“Quantum computing.” “Quantum computing.” “Quantum computing.”
You probably thought this was the start of a Marvel monologue… I would too. But in 2025, quantum computing doesn’t just exist in some alternate dimension with people who can shrink or run through walls. It’s real.
This year, D-Wave Quantum Inc. announced that its Advantage2 system is commercially available to paying customers. For the first time, companies can actually rent or buy computing power that operates on the strangest laws of physics, the kind that Einstein once called “spooky.”
That moment pushed quantum computing out of science fiction and into the real economy. What used to be lab experiments and university prototypes is now a commercial service for solving real-world problems, from supply-chain optimisation to AI model design.
It’s not the type of computer you’ll ever have on your desk. It’s the kind that sits in super-cooled rooms, calculating possibilities millions of times faster than anything your laptop could dream of.
So, What Even Is a Quantum Computer?
Before you roll your eyes and think there’s a lot of science talk coming, relax. Quantum computing isn’t as complicated as it sounds when you strip it down.
Your laptop, phone, or even the biggest supercomputer still works with bits, tiny switches that can be either 0 or 1. A quantum computer, on the other hand, uses qubits, which can be 0 and 1 at the same time. That weirdness is called superposition.
Now add entanglement, where two qubits can become linked, so changing one instantly affects the other even if they’re far apart. It sounds like magic, but it’s real physics. Together, these principles let a quantum computer explore many possible answers at once, instead of trying them one by one like a regular machine.
Think of it this way: if a normal computer searches every door in a maze one after another, a quantum computer tests all the doors simultaneously. That’s why it’s perfect for solving enormous optimisation problems. Things like predicting how molecules react, finding the fastest delivery route, or simulating materials for cleaner batteries.
The main gist is that quantum computers don’t replace classical ones. They sit beside them, taking on the problems that normal processors can’t handle, the ones that demand a little “quantum weird.”
The Moment Quantum Computing Got Real
For years, quantum computing sounded like a science project. Tech giants kept announcing breakthroughs, but everything still lived inside chilled labs and white papers. That changed this year when D-Wave’s Advantage2 became the first commercially available quantum computer.
Unlike the universal machines still being tested at IBM, Google, and IonQ, D-Wave’s system focuses on optimisation; finding the fastest route, balancing workloads, cutting costs. It doesn’t solve every kind of problem, but it solves the kind that makes money.
The timing couldn’t be better either. The global quantum industry pulled in US $854 million in commercial orders in 2024, and analysts at McKinsey expect the market to reach US $72 billion by 2035.
That makes 2025 the year quantum computing stopped being theory and started becoming a product.
Why You Should Care (Even If You’ll Never Own One)
You’ll probably never own a quantum computer, but you’ll feel its impact. Banks already test quantum models to understand risk faster. Airlines explore it to optimise schedules and fuel use. Energy companies use it to simulate how molecules behave when building better batteries.
All of this happens behind the apps and platforms you already use. A quantum-powered logistics tool could shave hours off deliveries. A pharmaceutical firm might discover new compounds in months instead of years. Even AI systems could train faster and consume less power once they’re paired with quantum processors.
You won’t see it on your desk, but the next time your package arrives sooner or your phone’s AI feels smarter, there’s a good chance quantum computing had something to do with it.
The Limits
For all the excitement, quantum computing still has limits. These machines are incredibly fragile. They need to run close to absolute zero to keep their qubits stable, and even the tiniest vibration, bit of heat, or stray light can throw calculations off.
Most of the systems available now, including D-Wave’s, aren’t the full “do-everything” kind of quantum computers you might imagine. They’re built for specific types of problems, not all-purpose processing. The dream of a fault-tolerant quantum computer, one that can run complex tasks for long periods without errors, is still years away.
Scientists are working on quantum error correction, a technique to stabilise qubits and reduce the chaos that makes them unreliable. Progress is steady, but slow. For now, the field sits somewhere between breakthrough and prototype, powerful enough to matter, not mature enough to rely on completely.
The Future Is Entangled with Now
Quantum computing isn’t about replacing the machines we use now. It’s about adding a new kind of thinking to how they work. Just like cloud computing changed how we store data, quantum could change how we solve problems that seem too complex for ordinary code.
Picture a world where scientists simulate entire climates instead of predicting them, or where energy grids self-correct in real time. Finance, medicine, logistics, every sector has a puzzle that quantum might help solve faster and cleaner.
We’re not at that point yet, but the path is clear. Quantum computing is no longer a science fair dream. It’s real hardware solving real problems, hidden in cold rooms, somewhere out there, changing what’s possible.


● Task statement: Since the pictures are not wanted, retype the listing below exactly and without them.

● Data section:
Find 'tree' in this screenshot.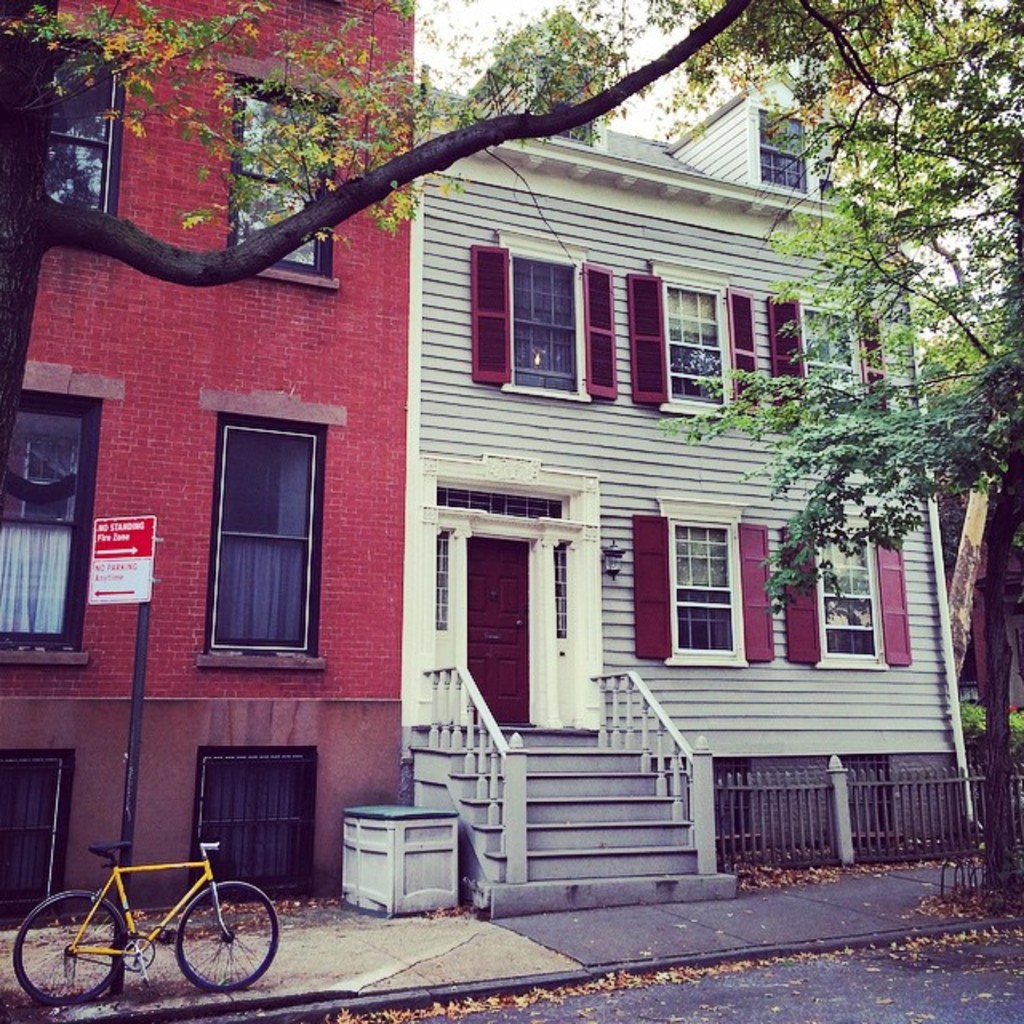
The bounding box for 'tree' is <region>0, 0, 1022, 514</region>.
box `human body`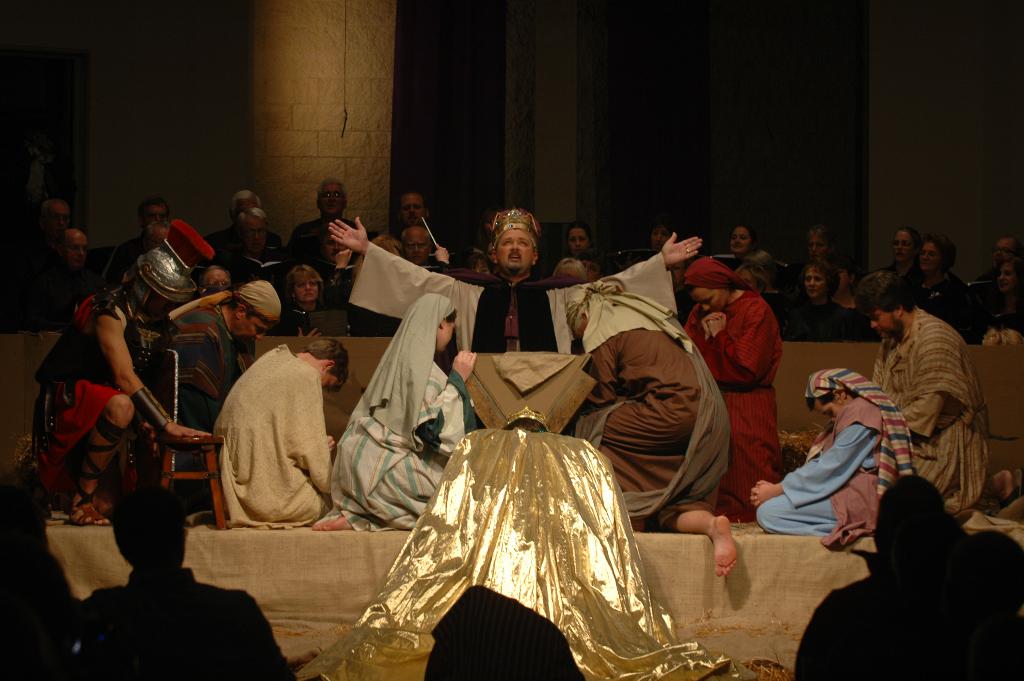
(0, 192, 74, 340)
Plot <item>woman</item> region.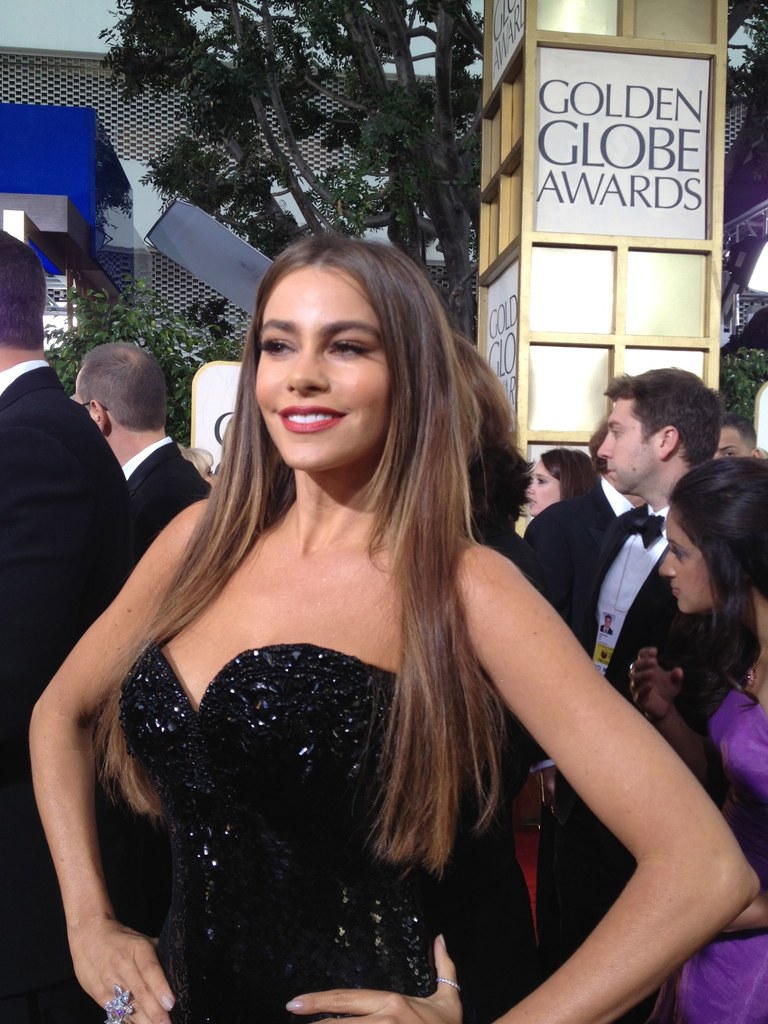
Plotted at bbox=(19, 271, 693, 1007).
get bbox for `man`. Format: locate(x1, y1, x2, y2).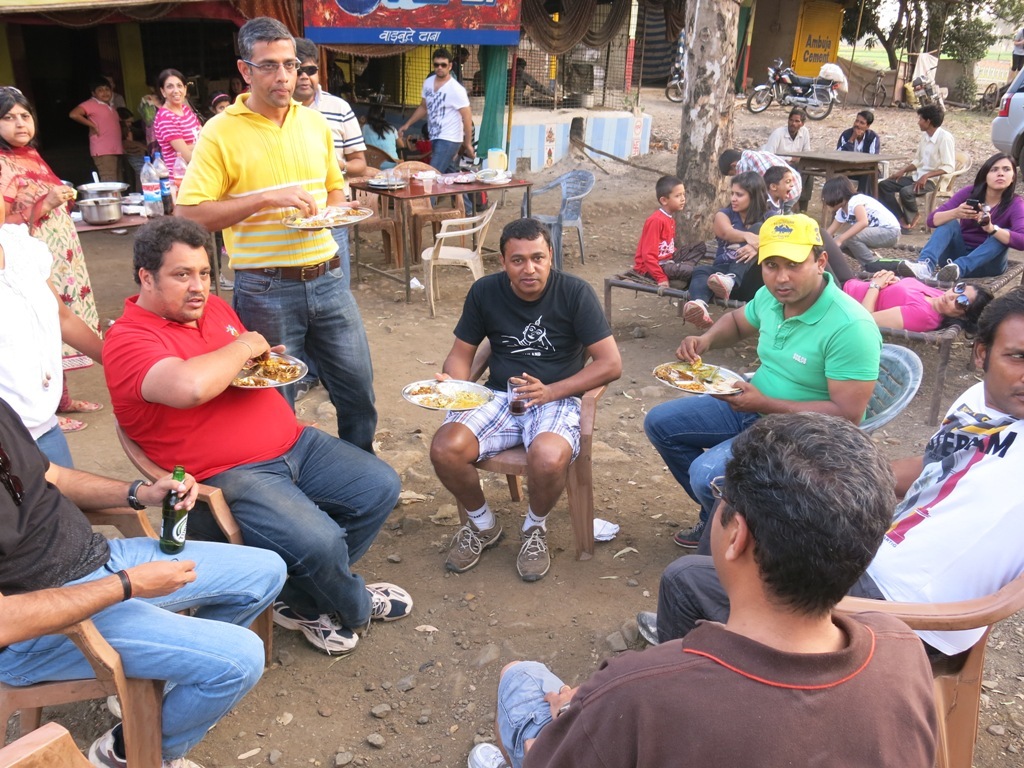
locate(429, 217, 628, 582).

● Answer to this problem:
Find 'tree' in this screenshot.
The bounding box for 'tree' is <region>0, 0, 1022, 514</region>.
box `human body`
(0, 192, 74, 340)
Plot <item>woman</item> region.
Plotted at bbox=(19, 271, 693, 1007).
get bbox for `man`. Format: locate(x1, y1, x2, y2).
locate(429, 217, 628, 582).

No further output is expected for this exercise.